LINCOLN PARK — The Chicago History Museum asked the city to give it an assignment this fall.

The Chicago History Bowl project is the first effort of its kind in the country to allow the public to choose an exhibit at a museum.

"We said to ourselves, instead of hiring someone to tell us what people want, why don't we just go to the people directly?" museum President Gary Johnson said.

About 550 Chicagoans accepted the call and submitted a wide range of ideas for exhibits.

From those 550, two rounds of voting have whittled the field down to the top four proposals.

All Chicagoans are invited to vote on the ideas at chicagohistory.org through Sunday.

The final four ideas are Prohibition, Chicago authors, neighborhoods and architecture.

"Once we have the assignment, we will get to work and make it happen," Johnson said.

A Prohibition exhibit would likely focus on Chicago's infamous bootleggers, gangsters and speakeasies of the Roaring '20s.

An exhibit on the city's authors would examine Ernest Hemingway, Michael Crichton and more.

Neighborhoods are a point of pride for nearly all Chicagoans, and an exhibit on them would delve into history and culture.

An exhibit on architecture would focus on the city's famed builders such as Frank Lloyd Wright and Ludwig Mies Van Der Rohe, among many others.

"In the old way of things, museums were sort of about authority," Johnson said. "The spirit of the age is different today. It's a collaboration between our resources and what the public is interested in."

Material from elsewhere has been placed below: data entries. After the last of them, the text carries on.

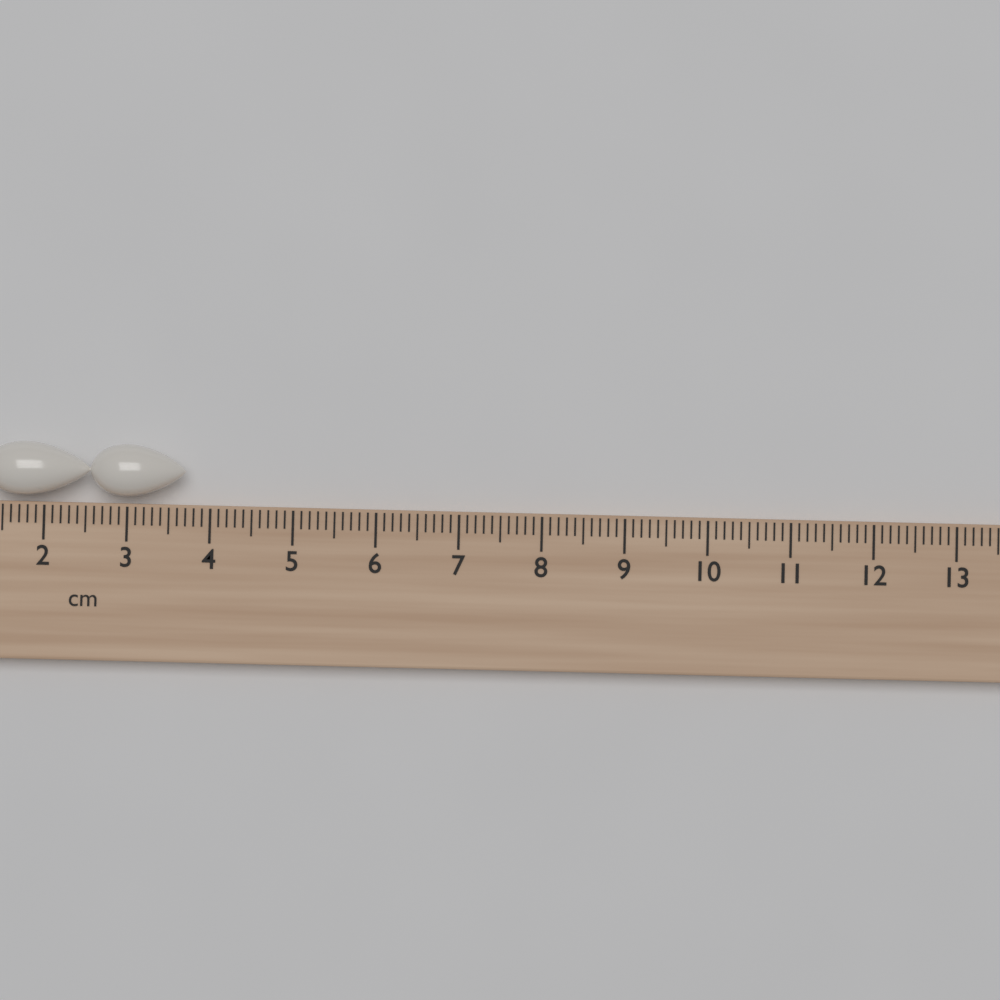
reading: 3.7 cm
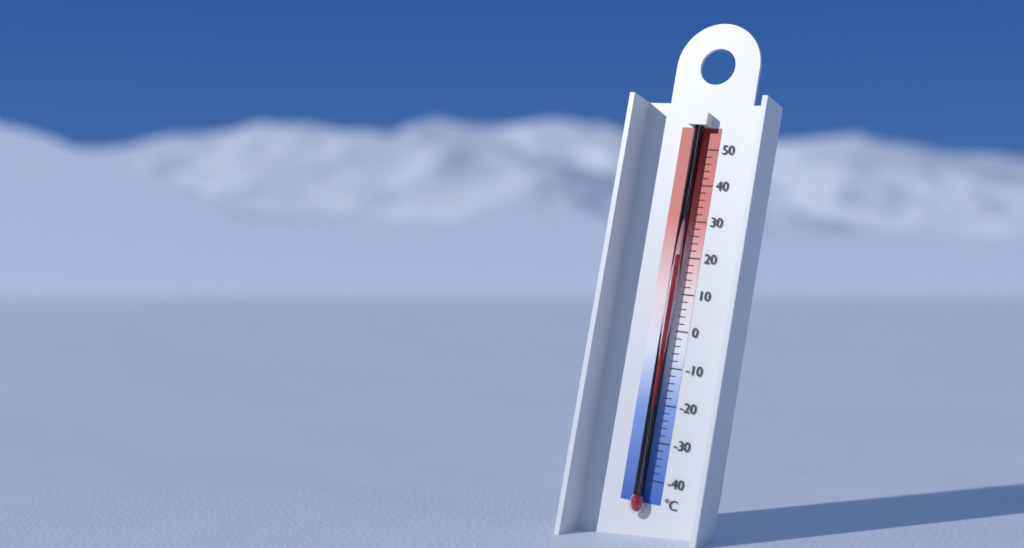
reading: 20 °C
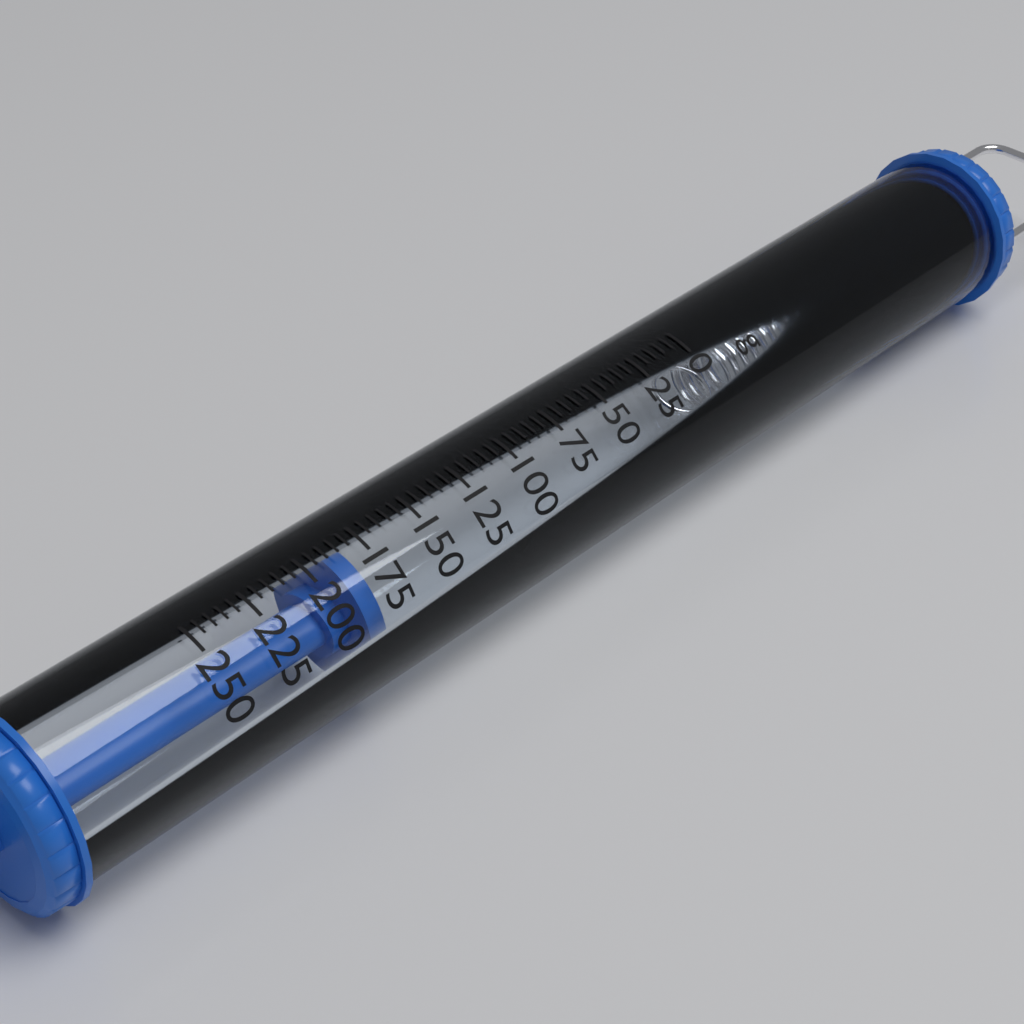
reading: 180 g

The crowdsourcing effort is the first of its kind in the United States, a fact so surprising Johnson and his staff checked with the American Alliance of Museums make sure.

Some museums have asked the public to vote on a choice of, say, three artists.

"This is the first one where it's the wide-open crowdsourcing," said Frances Hathcock, a spokeswoman for the museum.

Johnson said he hopes the effort proves to be an example for other museums to follow.

While the history museum will eventually settle on one idea for the exhibit, the other 500 or so ideas that have been submitted won't go to waste.

"The level of participation really was extraordinary and surprised us," Johnson said. "I think there's gold in some of those ideas too."